Government initiative to boost food security timely

A government lifeline to the sugar industry should see a return to improved fortunes to a sector bedeviled by declining productivity, debilitating inefficiencies and mismanagement. The bailout comes in the form of the writing off of debts worth Sh39.7 billion that sugar millers owe the government via the Sugar Development Levy Fund.

These guarantees were announced by President Uhuru Kenyatta at the Agricultural Society of Kenya Show in Nairobi on Friday. They included a one billion shilling monetary bailout to the cash-strapped Mumias Sugar, the biggest sugar miller in the county where the government has a stake. Mumias is expected to secure another Sh2 billion through a rights issue this financial year as part of a package announced to revive the sugar sector.

The Government has reiterated its commitment to boost productivity in this sector and already plans are underway to privatise some sugar millers to increase efficiency. In this regard, the government shareholding in Chemilil Sugar, Muhoroni Sugar, Sony Sugar, Nzoia Sugar and Miwani Sugar is expected to drop significantly. To the Exechequer, the holding of stocks in these millers may no longer be tenable — the Government has already spent Sh1.4 billion to buy equipment in nine sugar mills, Sh1.2 billion for cane development, Sh2 billion for credit to farmers and Sh1.5 billion for rehabilitation of sugar mills.

Nevertheless productivity still dropped on account of aging equipment, operational inefficiencies and mismanagement. Although the sugarcane growing areas of Nyanza, the coast region and the Western Kenya counties of Busia, Kakamega and Bungoma still produce the bulk of sugar consumed in Kenya, imports from countries like Brazil and Uganda help to fill the deficit. It has been proposed that Kenya should begin to grow faster maturing cane to meet its domestic demands and export the surplus. This will also mollify apprehensive farmers who may feel that more cheaply produced imports from neighbouring countries would wipe them out, especially if millers reject cane grown on their farms.

A recent announcement that the government had negotiated an import agreement with Uganda raised a storm with farmers in the Western Kenya sugar belt complaining that they would lose their source of income from local sugar millers, particularly if smugglers flooded the Kenyan market with cheaper imports. Local sugar producers have struggled to raise cane yields but have still been unable to favourably compete with other sugar growers. Therefore, they will be relieved by these protectionist initiatives announced last week.

And it is not just sugarcane farmers who have benefited from a government programme to boost agricultural productivity. A government subsidy programme has seen prices of fertiliser reduced from Sh3,700 to Sh1,800 for DAP, and from Sh2,700 to Sh1,500 for CAN. President Kenyatta announced that this year, 206,000 metric tonnes of fertiliser was distributed through the National Cereals and Produce Board to farmers in a subsidy programme that cost the Government Sh3 billion. And in a desire to further lower the cost of this input, the Government last month broke ground for the construction of a fertiliser plant in Uasin Gishu that will ensure quality and cheaper products. It is anticipated that the factory will blend fertiliser and eventually get into full-fledged manufacturing.

This comes at a time when more farmlands are boosting their productivity under government supported irrigation programmes. Last year the Government rehabilitated and expanded national irrigation schemes by approximately 25,000 acres and this financial year, Sh13 billion was allocated for the completion of 175 irrigation projects. It is anticipated that this will bring an additional 42,500 acres under irrigation once these programmes are complete.

These programmes must be applauded as they bolster other efforts to boost food security.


What is being asked ::
An exact copy of every entry is needed here; the images stay out.

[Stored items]
========================================

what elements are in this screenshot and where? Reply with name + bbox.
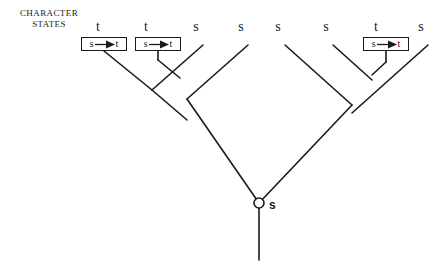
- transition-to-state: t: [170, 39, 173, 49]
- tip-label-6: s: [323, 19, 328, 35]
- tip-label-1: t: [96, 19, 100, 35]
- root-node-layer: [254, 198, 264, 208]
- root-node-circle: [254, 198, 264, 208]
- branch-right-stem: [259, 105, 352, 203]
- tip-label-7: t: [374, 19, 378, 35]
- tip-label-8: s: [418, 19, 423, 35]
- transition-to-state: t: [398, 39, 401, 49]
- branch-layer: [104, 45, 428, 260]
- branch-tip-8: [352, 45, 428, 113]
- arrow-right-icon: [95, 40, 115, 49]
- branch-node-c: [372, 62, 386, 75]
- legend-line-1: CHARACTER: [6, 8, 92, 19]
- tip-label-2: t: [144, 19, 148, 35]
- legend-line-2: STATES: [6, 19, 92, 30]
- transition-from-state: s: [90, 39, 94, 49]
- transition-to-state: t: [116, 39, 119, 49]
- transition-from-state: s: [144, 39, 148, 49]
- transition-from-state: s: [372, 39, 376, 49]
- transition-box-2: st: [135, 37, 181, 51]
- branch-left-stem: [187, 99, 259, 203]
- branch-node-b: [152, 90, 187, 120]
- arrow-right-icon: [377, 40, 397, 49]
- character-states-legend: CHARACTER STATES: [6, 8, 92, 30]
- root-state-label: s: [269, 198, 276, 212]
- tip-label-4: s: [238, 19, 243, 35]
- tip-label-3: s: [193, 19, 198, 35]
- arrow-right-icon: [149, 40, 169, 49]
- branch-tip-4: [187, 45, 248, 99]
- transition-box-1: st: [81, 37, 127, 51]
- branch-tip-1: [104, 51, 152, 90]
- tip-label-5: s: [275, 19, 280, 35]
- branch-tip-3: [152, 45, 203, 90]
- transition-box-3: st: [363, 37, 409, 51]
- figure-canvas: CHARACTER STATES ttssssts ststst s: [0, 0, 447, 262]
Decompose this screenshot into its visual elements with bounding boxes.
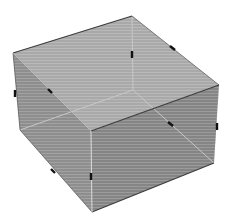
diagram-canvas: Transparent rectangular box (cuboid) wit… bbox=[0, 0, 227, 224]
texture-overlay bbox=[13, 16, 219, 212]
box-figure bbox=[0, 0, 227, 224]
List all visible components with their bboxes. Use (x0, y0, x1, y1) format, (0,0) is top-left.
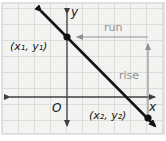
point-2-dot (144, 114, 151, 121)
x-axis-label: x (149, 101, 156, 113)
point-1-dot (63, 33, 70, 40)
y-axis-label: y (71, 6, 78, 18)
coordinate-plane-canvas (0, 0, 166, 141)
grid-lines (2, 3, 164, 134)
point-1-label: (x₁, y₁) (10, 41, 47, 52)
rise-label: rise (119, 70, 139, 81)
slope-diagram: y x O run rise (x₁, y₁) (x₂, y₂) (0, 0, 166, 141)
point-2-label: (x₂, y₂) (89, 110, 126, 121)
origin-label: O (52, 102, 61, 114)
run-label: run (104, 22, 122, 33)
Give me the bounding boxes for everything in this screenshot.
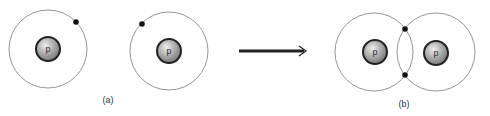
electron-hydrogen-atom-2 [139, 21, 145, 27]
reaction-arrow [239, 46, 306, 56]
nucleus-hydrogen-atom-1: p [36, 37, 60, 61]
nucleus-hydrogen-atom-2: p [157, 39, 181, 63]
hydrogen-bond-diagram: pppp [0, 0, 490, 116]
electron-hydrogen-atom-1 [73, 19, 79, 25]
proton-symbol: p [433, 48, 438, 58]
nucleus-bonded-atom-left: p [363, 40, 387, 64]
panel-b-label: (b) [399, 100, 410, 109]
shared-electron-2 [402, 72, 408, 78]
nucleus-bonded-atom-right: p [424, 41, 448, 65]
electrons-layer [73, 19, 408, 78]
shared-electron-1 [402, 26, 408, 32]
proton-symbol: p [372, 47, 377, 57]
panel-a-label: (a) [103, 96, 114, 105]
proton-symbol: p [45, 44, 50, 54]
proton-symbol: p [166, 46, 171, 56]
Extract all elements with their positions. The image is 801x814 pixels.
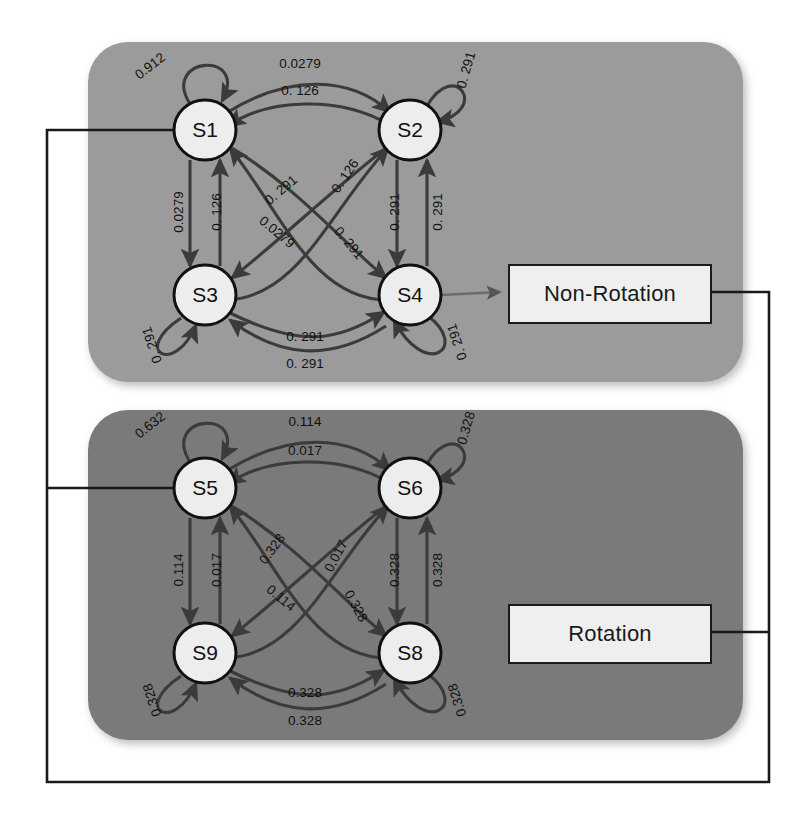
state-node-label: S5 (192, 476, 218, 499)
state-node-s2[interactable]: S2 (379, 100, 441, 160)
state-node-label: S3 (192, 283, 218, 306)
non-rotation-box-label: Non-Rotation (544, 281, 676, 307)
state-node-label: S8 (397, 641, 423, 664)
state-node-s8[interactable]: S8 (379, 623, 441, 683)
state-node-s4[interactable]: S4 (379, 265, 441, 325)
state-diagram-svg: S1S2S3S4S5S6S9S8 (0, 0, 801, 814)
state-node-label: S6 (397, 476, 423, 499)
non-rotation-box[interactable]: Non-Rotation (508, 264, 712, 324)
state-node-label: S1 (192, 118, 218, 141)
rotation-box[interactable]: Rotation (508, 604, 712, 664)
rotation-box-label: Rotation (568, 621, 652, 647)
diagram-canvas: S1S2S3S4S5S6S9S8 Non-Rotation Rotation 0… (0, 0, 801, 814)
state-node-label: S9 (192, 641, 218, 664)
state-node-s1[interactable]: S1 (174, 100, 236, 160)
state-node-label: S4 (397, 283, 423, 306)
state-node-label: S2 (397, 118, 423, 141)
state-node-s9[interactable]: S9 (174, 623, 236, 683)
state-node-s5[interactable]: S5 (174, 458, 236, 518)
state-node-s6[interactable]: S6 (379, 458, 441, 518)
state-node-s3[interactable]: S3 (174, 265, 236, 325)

========================================

Result of this task ::
what elements are in this screenshot and where? Reply with name + bbox.
- transition-to-state: t: [170, 39, 173, 49]
- tip-label-6: s: [323, 19, 328, 35]
- tip-label-1: t: [96, 19, 100, 35]
- root-node-layer: [254, 198, 264, 208]
- root-node-circle: [254, 198, 264, 208]
- branch-right-stem: [259, 105, 352, 203]
- tip-label-7: t: [374, 19, 378, 35]
- tip-label-8: s: [418, 19, 423, 35]
- transition-to-state: t: [398, 39, 401, 49]
- branch-layer: [104, 45, 428, 260]
- branch-tip-8: [352, 45, 428, 113]
- arrow-right-icon: [95, 40, 115, 49]
- branch-node-c: [372, 62, 386, 75]
- legend-line-1: CHARACTER: [6, 8, 92, 19]
- tip-label-2: t: [144, 19, 148, 35]
- legend-line-2: STATES: [6, 19, 92, 30]
- transition-from-state: s: [90, 39, 94, 49]
- transition-to-state: t: [116, 39, 119, 49]
- transition-from-state: s: [144, 39, 148, 49]
- transition-from-state: s: [372, 39, 376, 49]
- transition-box-2: st: [135, 37, 181, 51]
- branch-left-stem: [187, 99, 259, 203]
- branch-node-b: [152, 90, 187, 120]
- arrow-right-icon: [377, 40, 397, 49]
- character-states-legend: CHARACTER STATES: [6, 8, 92, 30]
- root-state-label: s: [269, 198, 276, 212]
- tip-label-4: s: [238, 19, 243, 35]
- tip-label-3: s: [193, 19, 198, 35]
- arrow-right-icon: [149, 40, 169, 49]
- branch-tip-4: [187, 45, 248, 99]
- transition-box-1: st: [81, 37, 127, 51]
- branch-tip-1: [104, 51, 152, 90]
- tip-label-5: s: [275, 19, 280, 35]
- branch-tip-3: [152, 45, 203, 90]
- transition-box-3: st: [363, 37, 409, 51]
- figure-canvas: CHARACTER STATES ttssssts ststst s: [0, 0, 447, 262]
Decompose this screenshot into its visual elements with bounding boxes.
diagram-canvas: Transparent rectangular box (cuboid) wit… bbox=[0, 0, 227, 224]
texture-overlay bbox=[13, 16, 219, 212]
box-figure bbox=[0, 0, 227, 224]
List all visible components with their bboxes. Use (x0, y0, x1, y1) format, (0,0) is top-left.
point-2-dot (144, 114, 151, 121)
x-axis-label: x (149, 101, 156, 113)
point-1-dot (63, 33, 70, 40)
y-axis-label: y (71, 6, 78, 18)
coordinate-plane-canvas (0, 0, 166, 141)
grid-lines (2, 3, 164, 134)
point-1-label: (x₁, y₁) (10, 41, 47, 52)
rise-label: rise (119, 70, 139, 81)
slope-diagram: y x O run rise (x₁, y₁) (x₂, y₂) (0, 0, 166, 141)
point-2-label: (x₂, y₂) (89, 110, 126, 121)
origin-label: O (52, 102, 61, 114)
run-label: run (104, 22, 122, 33)
Give me the bounding boxes for everything in this screenshot.
electron-hydrogen-atom-2 [139, 21, 145, 27]
reaction-arrow [239, 46, 306, 56]
nucleus-hydrogen-atom-1: p [36, 37, 60, 61]
nucleus-hydrogen-atom-2: p [157, 39, 181, 63]
hydrogen-bond-diagram: pppp [0, 0, 490, 116]
electron-hydrogen-atom-1 [73, 19, 79, 25]
proton-symbol: p [433, 48, 438, 58]
nucleus-bonded-atom-left: p [363, 40, 387, 64]
panel-b-label: (b) [399, 100, 410, 109]
shared-electron-2 [402, 72, 408, 78]
nucleus-bonded-atom-right: p [424, 41, 448, 65]
electrons-layer [73, 19, 408, 78]
shared-electron-1 [402, 26, 408, 32]
proton-symbol: p [372, 47, 377, 57]
panel-a-label: (a) [103, 96, 114, 105]
proton-symbol: p [45, 44, 50, 54]
proton-symbol: p [166, 46, 171, 56]
Extract all elements with their positions. The image is 801x814 pixels.
state-node-label: S5 (192, 476, 218, 499)
state-node-s2[interactable]: S2 (379, 100, 441, 160)
state-node-label: S3 (192, 283, 218, 306)
non-rotation-box-label: Non-Rotation (544, 281, 676, 307)
state-node-label: S8 (397, 641, 423, 664)
state-node-s8[interactable]: S8 (379, 623, 441, 683)
state-node-s4[interactable]: S4 (379, 265, 441, 325)
state-diagram-svg: S1S2S3S4S5S6S9S8 (0, 0, 801, 814)
state-node-label: S6 (397, 476, 423, 499)
non-rotation-box[interactable]: Non-Rotation (508, 264, 712, 324)
state-node-label: S1 (192, 118, 218, 141)
rotation-box[interactable]: Rotation (508, 604, 712, 664)
rotation-box-label: Rotation (568, 621, 652, 647)
diagram-canvas: S1S2S3S4S5S6S9S8 Non-Rotation Rotation 0… (0, 0, 801, 814)
state-node-label: S9 (192, 641, 218, 664)
state-node-s1[interactable]: S1 (174, 100, 236, 160)
state-node-label: S4 (397, 283, 423, 306)
state-node-label: S2 (397, 118, 423, 141)
state-node-s9[interactable]: S9 (174, 623, 236, 683)
state-node-s5[interactable]: S5 (174, 458, 236, 518)
state-node-s6[interactable]: S6 (379, 458, 441, 518)
state-node-s3[interactable]: S3 (174, 265, 236, 325)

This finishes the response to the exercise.